I'm using Chrome browser, which uses the -webkit prefixes as preference and did a -webkit-keyframes transition set to make the animation possible. However, it does not work and just changes the display without fading.
I have a JSFiddle here.
<html>
<head>
<style type="text/css">
#myDiv
{
display: none;
opacity: 0;
padding: 5px;
color: #600;
background-color: #CEC;
-webkit-transition: 350ms display-none-transition;
}
#parent:hover>#myDiv
{
opacity: 1;
display: block;
}
#parent
{
background-color: #000;
color: #FFF;
width: 500px;
height: 500px;
padding: 5px;
}
#-webkit-keyframes display-none-transition
{
0% {
display: none;
opacity: 0;
}
1%
{
display: block;
opacity: 0;
}
100%
{
display: block;
opacity: 1;
}
}
</style>
<body>
<div id="parent">
Hover on me...
<div id="myDiv">
Hello!
</div>
</div>
</body>
</head>
</html>
The display doesn't work with CSS transition or animation.
Use opacity, visibility or z-index. You can combine all them.
Try to use visibility: visible in place display: block and visibility: hidden in place display: none.

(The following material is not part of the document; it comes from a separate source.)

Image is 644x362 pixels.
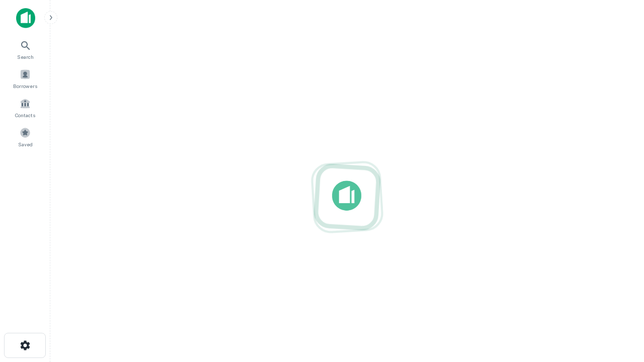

And finally, combine z-index: -1 and z-index: 100 for example.
Good work ;)
If you are using #keyframes you should use -webkit-animation instead of -webkit-transition. Here is the doc for #keyframes animation: https://developer.mozilla.org/en-US/docs/Web/Guide/CSS/Using_CSS_animations.
See code snippet below:
.parent {
background-color: #000;
color: #fff;
width: 500px;
height: 500px;
padding: 5px;
}
.myDiv {
display: none;
opacity: 0;
padding: 5px;
color: #600;
background-color: #cec;
}
.parent:hover .myDiv {
display: block;
opacity: 1;
/* "both" tells the browser to use the above opacity
at the end of the animation (best practice) */
-webkit-animation: display-none-transition 1s both;
animation: display-none-transition 1s both;
}
#-webkit-keyframes display-none-transition {
0% {
opacity: 0;
}
}
#keyframes display-none-transition {
0% {
opacity: 0;
}
}
<div class="parent">
Hover on me...
<div class="myDiv">Hello!</div>
</div>
2016 UPDATED ANSWER
To reflect today's best practices, I would use a transition instead of an animation. Here is the updated code:
.parent {
background-color: #000;
color: #fff;
width: 500px;
height: 500px;
padding: 5px;
}
.myDiv {
opacity: 0;
padding: 5px;
color: #600;
background-color: #cec;
-webkit-transition: opacity 1s;
transition: opacity 1s;
}
.parent:hover .myDiv {
opacity: 1;
}
<div class="parent">
Hover on me...
<div class="myDiv">Hello!</div>
</div>
You can not animate display property. You can try with visibility: hidden to visibility: visible
Just use position: fixed and drop the z-index: -5 at the end of the #keyframe animation (you can do any negative index....
CSS:
#keyframes fadeOut {
0% { opacity: 1
}
99% {
opacity: 0;
z-index: 1;
}
100%{
opacity: 0;
display:none;
position: fixed;
z-index: -5;
}
}
It's been tricky, it's been nasty, but here it is...
FadeOut (opacity) first
then truly hide (meaning: not covering up or catching any clicks, getting height: 0,...)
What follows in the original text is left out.